Accidental and Essential

What is essential to contemplation and what is just sometimes, but not necessarily, associated with it? Louis Lallemant SJ explains:

The degrees of contemplation, according to some are, first, recollection of all the powers of the mind; secondly, semi-rapture; thirdly, complete rapture; fourthly, ecstasy  But this division expresses not so much the essence of contemplation as its accidents; for some times a soul without rapture will be favoured with a sublimer light, a clearer knowledge, a more excellent operation from God, than another who is favoured with the most extraordinary raptures and ecstasies  The Blessed Virgin was more elevated in contemplation than all the angels and saints united; and yet she had no raptures. Our Lord enjoyed the beatific vision without ecstasy. The blessed in heaven will have a perfectly free use of all their senses.

That tells us what contemplation doesn’t really consist in, just what we sometimes observe when watching contemplative souls. What, then, does contemplation consist in? Father Lallemant, in agreement with a John of the Cross or a Teresa of Jesus, says that contemplation in itself is

a perception of God or of divine things, simple, free, penetrating, certain, proceeding from love, and tending to love.

It’s a kind of suffering of divine things (passio divinorum) in the human person; and because God is supremely simple and loving, the “perception” or “view” of contemplation is increasingly simple and loving also. As a result, the effects of contemplation are important for this present life:

Without contemplation we will never advance far toward virtue… we will never break free of our weaknesses and our imperfections. We will always be attached to the earth, and will never raise ourselves much above the sentiments of nature. We will never be able to offer a perfect service to God. But with contemplation we will do more in a month, for ourselves and for others, than we would have been able to do without it in ten years. It produces… acts of sublime love for God such as one can hardly ever accomplish without this gift… and finally, it perfects faith and all the virtues.

No wonder that the saints counsel us to desire this gift earnestly and to genuinely prepare ourselves to receive it.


[Work item]
In your copy, repeat the records exactly and leave out the pictures.

[Web page and app entries]
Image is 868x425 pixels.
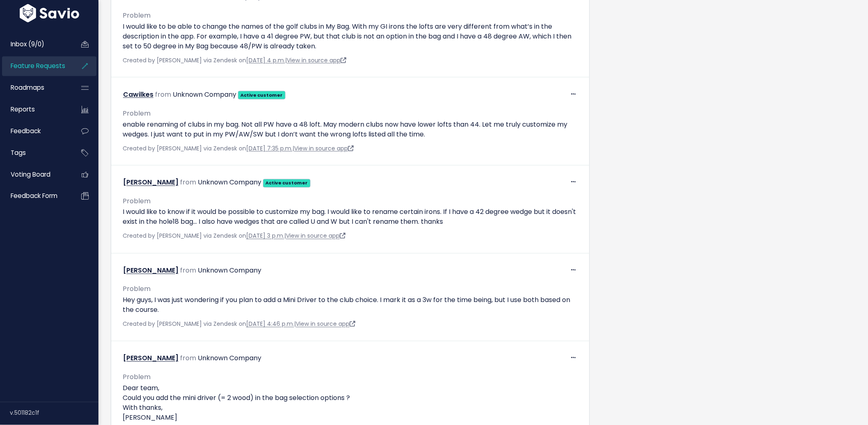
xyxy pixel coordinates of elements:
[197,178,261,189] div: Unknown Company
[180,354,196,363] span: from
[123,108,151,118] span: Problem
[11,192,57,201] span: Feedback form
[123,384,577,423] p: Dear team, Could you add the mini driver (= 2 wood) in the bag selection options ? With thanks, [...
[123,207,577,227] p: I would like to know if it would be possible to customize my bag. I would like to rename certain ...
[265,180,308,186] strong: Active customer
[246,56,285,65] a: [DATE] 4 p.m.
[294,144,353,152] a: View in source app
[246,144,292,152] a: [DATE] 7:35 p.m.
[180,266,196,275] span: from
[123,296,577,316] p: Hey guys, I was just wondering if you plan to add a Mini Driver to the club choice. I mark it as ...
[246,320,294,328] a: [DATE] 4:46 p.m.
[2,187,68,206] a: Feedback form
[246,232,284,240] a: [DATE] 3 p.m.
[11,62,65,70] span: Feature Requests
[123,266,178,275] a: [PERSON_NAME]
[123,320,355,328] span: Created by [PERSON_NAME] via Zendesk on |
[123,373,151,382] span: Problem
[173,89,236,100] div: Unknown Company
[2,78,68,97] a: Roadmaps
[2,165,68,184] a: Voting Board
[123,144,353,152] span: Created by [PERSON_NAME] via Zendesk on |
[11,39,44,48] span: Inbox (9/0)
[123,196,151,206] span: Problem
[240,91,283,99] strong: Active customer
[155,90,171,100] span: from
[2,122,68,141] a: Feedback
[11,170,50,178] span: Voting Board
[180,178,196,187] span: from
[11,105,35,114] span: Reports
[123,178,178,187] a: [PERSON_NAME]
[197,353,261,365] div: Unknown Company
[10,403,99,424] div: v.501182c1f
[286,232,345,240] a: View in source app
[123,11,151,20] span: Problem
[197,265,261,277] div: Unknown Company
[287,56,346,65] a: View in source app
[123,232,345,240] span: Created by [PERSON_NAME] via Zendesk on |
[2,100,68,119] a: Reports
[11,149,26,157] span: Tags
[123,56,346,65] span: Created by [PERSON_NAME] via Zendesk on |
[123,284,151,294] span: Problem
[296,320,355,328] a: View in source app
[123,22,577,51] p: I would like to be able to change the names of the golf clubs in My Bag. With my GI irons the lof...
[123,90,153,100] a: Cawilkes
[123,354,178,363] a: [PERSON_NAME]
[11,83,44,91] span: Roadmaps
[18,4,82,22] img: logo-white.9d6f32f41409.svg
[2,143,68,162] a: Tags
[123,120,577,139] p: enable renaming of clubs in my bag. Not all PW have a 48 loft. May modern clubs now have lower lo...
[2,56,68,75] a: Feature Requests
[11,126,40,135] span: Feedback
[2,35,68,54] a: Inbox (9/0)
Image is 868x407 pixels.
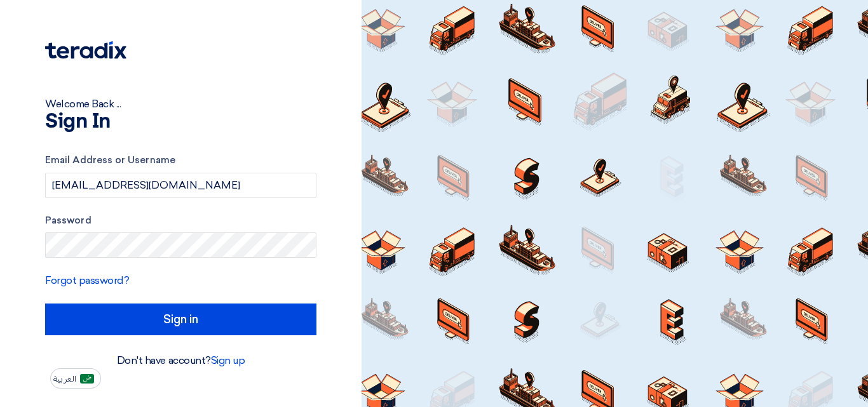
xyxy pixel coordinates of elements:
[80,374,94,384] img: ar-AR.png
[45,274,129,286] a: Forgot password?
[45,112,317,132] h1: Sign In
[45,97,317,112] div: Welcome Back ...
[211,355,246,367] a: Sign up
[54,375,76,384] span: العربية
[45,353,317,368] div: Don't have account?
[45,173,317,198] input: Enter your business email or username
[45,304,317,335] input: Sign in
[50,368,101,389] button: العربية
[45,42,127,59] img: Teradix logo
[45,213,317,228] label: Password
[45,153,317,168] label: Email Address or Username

[Exercise result]
Image is 868x425 pixels.
xyxy pixel coordinates of elements:
[197,178,261,189] div: Unknown Company
[180,354,196,363] span: from
[123,108,151,118] span: Problem
[11,192,57,201] span: Feedback form
[123,384,577,423] p: Dear team, Could you add the mini driver (= 2 wood) in the bag selection options ? With thanks, [...
[123,207,577,227] p: I would like to know if it would be possible to customize my bag. I would like to rename certain ...
[265,180,308,186] strong: Active customer
[246,56,285,65] a: [DATE] 4 p.m.
[294,144,353,152] a: View in source app
[246,144,292,152] a: [DATE] 7:35 p.m.
[180,266,196,275] span: from
[123,296,577,316] p: Hey guys, I was just wondering if you plan to add a Mini Driver to the club choice. I mark it as ...
[246,320,294,328] a: [DATE] 4:46 p.m.
[2,187,68,206] a: Feedback form
[246,232,284,240] a: [DATE] 3 p.m.
[11,62,65,70] span: Feature Requests
[123,266,178,275] a: [PERSON_NAME]
[123,320,355,328] span: Created by [PERSON_NAME] via Zendesk on |
[123,373,151,382] span: Problem
[173,89,236,100] div: Unknown Company
[2,78,68,97] a: Roadmaps
[2,165,68,184] a: Voting Board
[123,144,353,152] span: Created by [PERSON_NAME] via Zendesk on |
[11,39,44,48] span: Inbox (9/0)
[123,196,151,206] span: Problem
[240,91,283,99] strong: Active customer
[155,90,171,100] span: from
[2,122,68,141] a: Feedback
[11,170,50,178] span: Voting Board
[180,178,196,187] span: from
[11,105,35,114] span: Reports
[123,178,178,187] a: [PERSON_NAME]
[197,353,261,365] div: Unknown Company
[10,403,99,424] div: v.501182c1f
[286,232,345,240] a: View in source app
[123,11,151,20] span: Problem
[197,265,261,277] div: Unknown Company
[287,56,346,65] a: View in source app
[123,232,345,240] span: Created by [PERSON_NAME] via Zendesk on |
[2,100,68,119] a: Reports
[11,149,26,157] span: Tags
[123,56,346,65] span: Created by [PERSON_NAME] via Zendesk on |
[123,284,151,294] span: Problem
[296,320,355,328] a: View in source app
[123,22,577,51] p: I would like to be able to change the names of the golf clubs in My Bag. With my GI irons the lof...
[123,90,153,100] a: Cawilkes
[123,354,178,363] a: [PERSON_NAME]
[11,83,44,91] span: Roadmaps
[18,4,82,22] img: logo-white.9d6f32f41409.svg
[2,143,68,162] a: Tags
[123,120,577,139] p: enable renaming of clubs in my bag. Not all PW have a 48 loft. May modern clubs now have lower lo...
[2,56,68,75] a: Feature Requests
[11,126,40,135] span: Feedback
[2,35,68,54] a: Inbox (9/0)
Image is 868x407 pixels.
xyxy pixel coordinates of elements:
[80,374,94,384] img: ar-AR.png
[45,274,129,286] a: Forgot password?
[45,112,317,132] h1: Sign In
[45,97,317,112] div: Welcome Back ...
[211,355,246,367] a: Sign up
[54,375,76,384] span: العربية
[45,353,317,368] div: Don't have account?
[45,173,317,198] input: Enter your business email or username
[45,304,317,335] input: Sign in
[50,368,101,389] button: العربية
[45,42,127,59] img: Teradix logo
[45,213,317,228] label: Password
[45,153,317,168] label: Email Address or Username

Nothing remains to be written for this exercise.